President Nicholas Sarkozy of France, addressing the joint houses of congress today, is likely to please those who, having claimed that Communism represented a “clear and present danger”, now use the same incantatory formula to describe “Islamo fascism”.
But if the new French president appears to be more supportive of US policy in the Middle East, Democrats would do well to focus on those essentials of French history that are likely to make him more nuanced in the implementation of his approach, Not only does France have a long history of cultural involvement in Africa and the Middle East, not even a right-wing leader can turn his back on a revolution which, though two centuries old like ours, inspired egalitarian reforms that, like our own New Deal, came into being before the second world war, but unlike ours, grew over time.
That is due to the essential difference between the French and the American revolutions, one based on liberty, equality, fraternity, which implies solidarity, the other based on life, liberty and the pursuit of happiness which implies it’s each man for himself. These differences explain the difficulty we always seem to have getting other democracies to follow our impetuous lead.
Here’s an interesting exercise: consult the constitution of the Communist Party USA as amended in July, 2001, and compare them to the injunctions of the Koran as laid out by the eminent Muslim scholar Tarik Ramadan. You have to be blind not to see their similarities. Both are about equity, recommending behavior that improves the quality of life of the majority, building on what may be considered the secular ten commandments: thou shall not kill, steal, commit adultery, bear false witness, or covet thy neighbor’s possessions.
Although the Greeks considered slavery natural, and India still retains a caste system, in the modern world it wasn’t until the notion of the survival of the fittest brought on the political idea of “natural selection” that the Protestant work ethic turned into a justification for inequality.
We’re entering a period of increasing confusion at home and abroad, when it will pay to keep one’s eye on the equity ball: What we continue to call “the Middle East” extends from the Mediterranean to Afghanistan, where tribal inequality is exacerbated by the presence of foreign boots on the ground.
Were there any doubt about the relevance of inequality to the present turmoil, the sight of supine lawmakers in both Islamabad and Washington should serve to convince skeptics that power and its exercise are distressingly familiar whatever the tribal customs or the regime.
By always keeping their eye on the equity ball, modern European governments such as President Sarkozy’s manage to maintain more decency in their relations with society than either we or those we disdain.
I will write more about the implications of this for the Democratic candidates in my next blog.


- _Problem to work on_: How many lines in the records below hold the string "marker"? Please answer with the number and nothing more.

*** Material shown ***

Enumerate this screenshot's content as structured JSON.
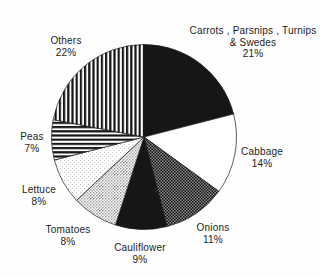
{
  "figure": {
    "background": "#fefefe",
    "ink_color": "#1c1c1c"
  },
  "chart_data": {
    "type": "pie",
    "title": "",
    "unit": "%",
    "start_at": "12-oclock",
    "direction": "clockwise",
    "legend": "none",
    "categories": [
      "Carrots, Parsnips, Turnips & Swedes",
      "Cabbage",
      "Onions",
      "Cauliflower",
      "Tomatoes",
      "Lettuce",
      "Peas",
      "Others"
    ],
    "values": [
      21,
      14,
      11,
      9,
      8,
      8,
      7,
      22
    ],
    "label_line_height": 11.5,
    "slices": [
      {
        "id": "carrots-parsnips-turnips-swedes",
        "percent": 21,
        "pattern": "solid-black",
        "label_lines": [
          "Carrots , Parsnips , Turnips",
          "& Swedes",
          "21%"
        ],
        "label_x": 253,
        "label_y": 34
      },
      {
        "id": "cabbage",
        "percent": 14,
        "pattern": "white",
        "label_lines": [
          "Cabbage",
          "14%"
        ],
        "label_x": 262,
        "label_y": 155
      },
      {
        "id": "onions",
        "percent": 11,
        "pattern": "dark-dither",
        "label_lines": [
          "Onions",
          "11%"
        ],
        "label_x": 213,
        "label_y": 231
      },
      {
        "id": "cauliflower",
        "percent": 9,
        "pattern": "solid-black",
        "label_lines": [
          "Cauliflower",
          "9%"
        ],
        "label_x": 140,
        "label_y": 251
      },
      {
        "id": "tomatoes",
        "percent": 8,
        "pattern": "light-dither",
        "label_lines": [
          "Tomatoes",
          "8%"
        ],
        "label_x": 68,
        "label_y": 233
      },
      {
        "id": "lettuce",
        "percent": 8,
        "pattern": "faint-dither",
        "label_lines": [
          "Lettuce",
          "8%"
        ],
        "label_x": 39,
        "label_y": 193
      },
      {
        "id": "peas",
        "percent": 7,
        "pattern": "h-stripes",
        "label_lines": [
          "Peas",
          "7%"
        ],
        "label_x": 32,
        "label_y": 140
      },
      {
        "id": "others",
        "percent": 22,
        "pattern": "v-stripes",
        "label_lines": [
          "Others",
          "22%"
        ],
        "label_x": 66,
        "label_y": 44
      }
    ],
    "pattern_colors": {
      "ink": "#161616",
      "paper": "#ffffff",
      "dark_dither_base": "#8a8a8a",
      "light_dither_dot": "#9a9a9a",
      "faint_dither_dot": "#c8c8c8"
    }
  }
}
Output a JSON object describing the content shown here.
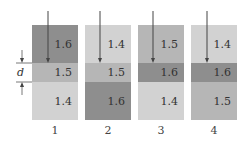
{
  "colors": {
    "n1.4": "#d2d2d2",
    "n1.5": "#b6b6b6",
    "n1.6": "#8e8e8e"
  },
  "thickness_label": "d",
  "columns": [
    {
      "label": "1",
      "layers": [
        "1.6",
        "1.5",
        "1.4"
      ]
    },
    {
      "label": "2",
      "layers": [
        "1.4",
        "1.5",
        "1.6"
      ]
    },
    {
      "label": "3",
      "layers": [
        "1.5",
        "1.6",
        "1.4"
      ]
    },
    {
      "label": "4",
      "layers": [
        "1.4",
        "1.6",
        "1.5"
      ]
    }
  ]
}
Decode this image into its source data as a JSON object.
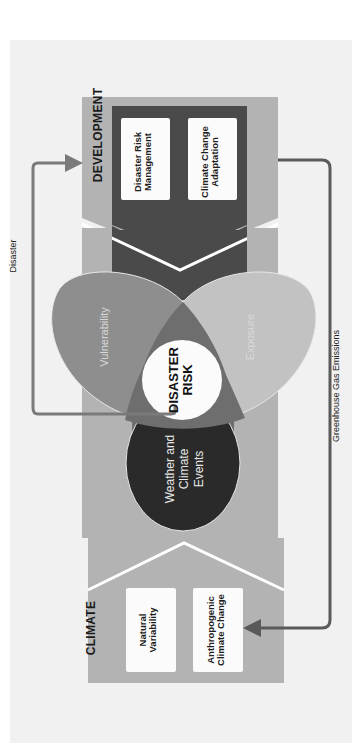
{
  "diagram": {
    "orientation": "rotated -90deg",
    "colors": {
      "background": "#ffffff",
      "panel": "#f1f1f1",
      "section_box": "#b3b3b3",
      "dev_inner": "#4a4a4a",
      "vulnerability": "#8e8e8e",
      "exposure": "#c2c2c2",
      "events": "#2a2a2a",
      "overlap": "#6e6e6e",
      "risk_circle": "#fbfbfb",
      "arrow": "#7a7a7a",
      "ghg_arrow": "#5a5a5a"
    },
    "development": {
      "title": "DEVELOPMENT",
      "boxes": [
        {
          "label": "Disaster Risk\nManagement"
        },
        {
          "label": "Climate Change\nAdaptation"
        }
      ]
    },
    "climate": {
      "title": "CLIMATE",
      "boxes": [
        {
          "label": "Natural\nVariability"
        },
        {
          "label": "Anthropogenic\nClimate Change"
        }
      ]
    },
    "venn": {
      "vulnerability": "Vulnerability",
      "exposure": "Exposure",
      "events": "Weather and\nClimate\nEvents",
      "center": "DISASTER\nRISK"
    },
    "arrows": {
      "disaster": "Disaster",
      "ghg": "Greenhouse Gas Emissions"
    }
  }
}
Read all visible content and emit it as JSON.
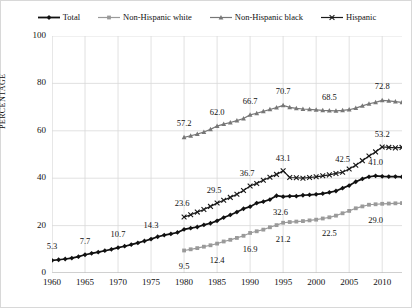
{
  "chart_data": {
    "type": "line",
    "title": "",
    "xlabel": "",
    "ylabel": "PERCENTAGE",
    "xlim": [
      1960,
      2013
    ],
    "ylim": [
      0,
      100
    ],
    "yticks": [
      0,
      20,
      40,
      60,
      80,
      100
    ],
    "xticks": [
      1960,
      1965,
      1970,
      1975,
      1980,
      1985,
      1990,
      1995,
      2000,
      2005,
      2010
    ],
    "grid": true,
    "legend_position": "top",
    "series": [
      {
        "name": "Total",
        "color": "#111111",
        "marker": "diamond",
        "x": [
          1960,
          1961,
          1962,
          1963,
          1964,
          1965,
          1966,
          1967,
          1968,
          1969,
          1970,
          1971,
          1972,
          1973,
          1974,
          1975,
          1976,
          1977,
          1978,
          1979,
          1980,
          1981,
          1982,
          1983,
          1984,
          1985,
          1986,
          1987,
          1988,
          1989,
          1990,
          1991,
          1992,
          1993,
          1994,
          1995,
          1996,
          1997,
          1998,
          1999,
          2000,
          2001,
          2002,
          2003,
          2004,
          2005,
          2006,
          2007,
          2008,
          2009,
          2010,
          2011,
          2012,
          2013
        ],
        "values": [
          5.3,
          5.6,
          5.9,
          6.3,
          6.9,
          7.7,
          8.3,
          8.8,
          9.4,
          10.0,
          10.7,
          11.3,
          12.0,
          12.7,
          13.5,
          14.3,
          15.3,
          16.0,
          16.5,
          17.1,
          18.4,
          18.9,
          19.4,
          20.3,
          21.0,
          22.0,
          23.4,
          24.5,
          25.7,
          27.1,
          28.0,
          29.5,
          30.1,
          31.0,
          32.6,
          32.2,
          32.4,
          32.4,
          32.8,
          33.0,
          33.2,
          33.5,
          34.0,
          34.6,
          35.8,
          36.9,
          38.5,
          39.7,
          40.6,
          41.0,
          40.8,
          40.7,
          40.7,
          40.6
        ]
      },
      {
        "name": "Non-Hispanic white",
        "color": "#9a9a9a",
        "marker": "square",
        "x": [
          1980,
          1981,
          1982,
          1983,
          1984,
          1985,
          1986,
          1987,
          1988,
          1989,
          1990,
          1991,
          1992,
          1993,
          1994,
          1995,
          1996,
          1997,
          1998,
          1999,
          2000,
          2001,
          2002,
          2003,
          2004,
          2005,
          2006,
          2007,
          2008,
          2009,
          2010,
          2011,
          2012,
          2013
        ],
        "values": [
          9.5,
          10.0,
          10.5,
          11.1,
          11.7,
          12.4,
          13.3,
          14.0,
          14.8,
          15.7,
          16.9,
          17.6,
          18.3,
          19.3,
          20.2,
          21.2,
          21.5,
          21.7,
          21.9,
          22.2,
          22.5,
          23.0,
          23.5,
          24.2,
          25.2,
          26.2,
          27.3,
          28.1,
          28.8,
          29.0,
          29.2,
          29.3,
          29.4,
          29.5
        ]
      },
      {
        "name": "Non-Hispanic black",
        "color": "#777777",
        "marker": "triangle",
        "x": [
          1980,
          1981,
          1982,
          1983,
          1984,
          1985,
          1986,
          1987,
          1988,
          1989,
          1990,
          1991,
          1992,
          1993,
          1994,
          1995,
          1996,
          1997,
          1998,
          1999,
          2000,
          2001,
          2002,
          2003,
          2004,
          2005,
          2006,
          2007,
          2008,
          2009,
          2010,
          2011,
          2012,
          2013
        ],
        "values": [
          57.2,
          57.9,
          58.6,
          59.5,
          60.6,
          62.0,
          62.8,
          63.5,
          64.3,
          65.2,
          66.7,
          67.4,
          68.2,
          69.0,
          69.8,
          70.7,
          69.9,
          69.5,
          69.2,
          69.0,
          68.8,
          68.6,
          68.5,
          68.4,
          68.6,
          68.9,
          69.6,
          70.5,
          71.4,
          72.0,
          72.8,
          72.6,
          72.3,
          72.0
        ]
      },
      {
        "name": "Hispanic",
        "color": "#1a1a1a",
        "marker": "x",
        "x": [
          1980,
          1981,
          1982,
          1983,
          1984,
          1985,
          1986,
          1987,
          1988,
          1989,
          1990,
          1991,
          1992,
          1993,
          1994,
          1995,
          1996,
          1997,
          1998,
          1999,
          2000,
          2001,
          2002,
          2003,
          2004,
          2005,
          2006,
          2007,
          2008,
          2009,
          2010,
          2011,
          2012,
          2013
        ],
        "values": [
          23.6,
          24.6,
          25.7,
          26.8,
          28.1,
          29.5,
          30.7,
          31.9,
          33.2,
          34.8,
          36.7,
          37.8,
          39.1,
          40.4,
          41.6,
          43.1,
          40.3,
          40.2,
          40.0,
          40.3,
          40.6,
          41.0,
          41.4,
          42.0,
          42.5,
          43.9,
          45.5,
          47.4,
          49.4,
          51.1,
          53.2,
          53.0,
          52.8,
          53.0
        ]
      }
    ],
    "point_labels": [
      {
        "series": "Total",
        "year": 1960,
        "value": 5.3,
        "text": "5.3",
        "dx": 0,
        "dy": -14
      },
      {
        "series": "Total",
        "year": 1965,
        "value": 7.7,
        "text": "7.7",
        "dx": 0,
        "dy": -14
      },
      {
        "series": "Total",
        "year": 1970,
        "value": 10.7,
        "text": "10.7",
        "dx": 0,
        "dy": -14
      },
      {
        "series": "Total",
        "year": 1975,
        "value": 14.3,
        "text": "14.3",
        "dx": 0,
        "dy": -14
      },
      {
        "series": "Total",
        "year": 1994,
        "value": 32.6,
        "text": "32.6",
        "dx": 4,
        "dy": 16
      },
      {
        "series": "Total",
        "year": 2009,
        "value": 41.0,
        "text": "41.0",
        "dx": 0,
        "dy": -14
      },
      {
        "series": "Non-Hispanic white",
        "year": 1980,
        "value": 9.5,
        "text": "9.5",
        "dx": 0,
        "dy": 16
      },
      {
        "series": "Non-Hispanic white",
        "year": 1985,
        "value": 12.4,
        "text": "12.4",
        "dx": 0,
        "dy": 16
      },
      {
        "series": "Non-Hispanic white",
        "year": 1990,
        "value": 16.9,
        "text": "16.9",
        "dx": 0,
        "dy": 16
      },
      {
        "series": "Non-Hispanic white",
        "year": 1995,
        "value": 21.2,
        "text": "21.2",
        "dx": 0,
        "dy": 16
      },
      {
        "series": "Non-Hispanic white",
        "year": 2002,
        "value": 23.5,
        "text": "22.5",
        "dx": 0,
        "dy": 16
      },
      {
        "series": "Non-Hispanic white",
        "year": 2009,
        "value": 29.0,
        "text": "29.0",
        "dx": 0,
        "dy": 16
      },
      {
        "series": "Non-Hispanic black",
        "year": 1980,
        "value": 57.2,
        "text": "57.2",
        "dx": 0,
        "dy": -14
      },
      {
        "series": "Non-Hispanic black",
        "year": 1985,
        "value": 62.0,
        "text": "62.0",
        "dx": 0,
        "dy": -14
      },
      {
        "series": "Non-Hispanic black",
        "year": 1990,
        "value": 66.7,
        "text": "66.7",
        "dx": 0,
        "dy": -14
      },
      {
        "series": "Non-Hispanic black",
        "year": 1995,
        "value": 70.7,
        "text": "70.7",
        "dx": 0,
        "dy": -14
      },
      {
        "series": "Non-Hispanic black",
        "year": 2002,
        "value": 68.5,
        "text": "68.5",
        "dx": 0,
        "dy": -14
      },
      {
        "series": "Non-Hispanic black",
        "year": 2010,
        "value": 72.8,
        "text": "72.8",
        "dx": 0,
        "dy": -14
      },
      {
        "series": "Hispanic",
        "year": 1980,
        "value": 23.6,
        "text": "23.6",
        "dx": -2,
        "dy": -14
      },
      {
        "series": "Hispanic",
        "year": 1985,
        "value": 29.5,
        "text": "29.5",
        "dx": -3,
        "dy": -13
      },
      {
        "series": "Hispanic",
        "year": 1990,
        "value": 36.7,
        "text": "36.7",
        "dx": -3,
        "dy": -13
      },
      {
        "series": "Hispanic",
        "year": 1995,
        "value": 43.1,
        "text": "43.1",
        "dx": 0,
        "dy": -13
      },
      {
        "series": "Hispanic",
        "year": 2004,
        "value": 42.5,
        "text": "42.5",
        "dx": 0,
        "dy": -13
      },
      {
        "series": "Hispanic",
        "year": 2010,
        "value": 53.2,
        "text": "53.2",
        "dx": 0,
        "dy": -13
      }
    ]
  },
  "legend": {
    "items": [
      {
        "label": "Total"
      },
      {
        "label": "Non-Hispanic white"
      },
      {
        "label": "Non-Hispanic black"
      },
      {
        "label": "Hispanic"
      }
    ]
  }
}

*** End of Material shown ***

- _Your response_: 4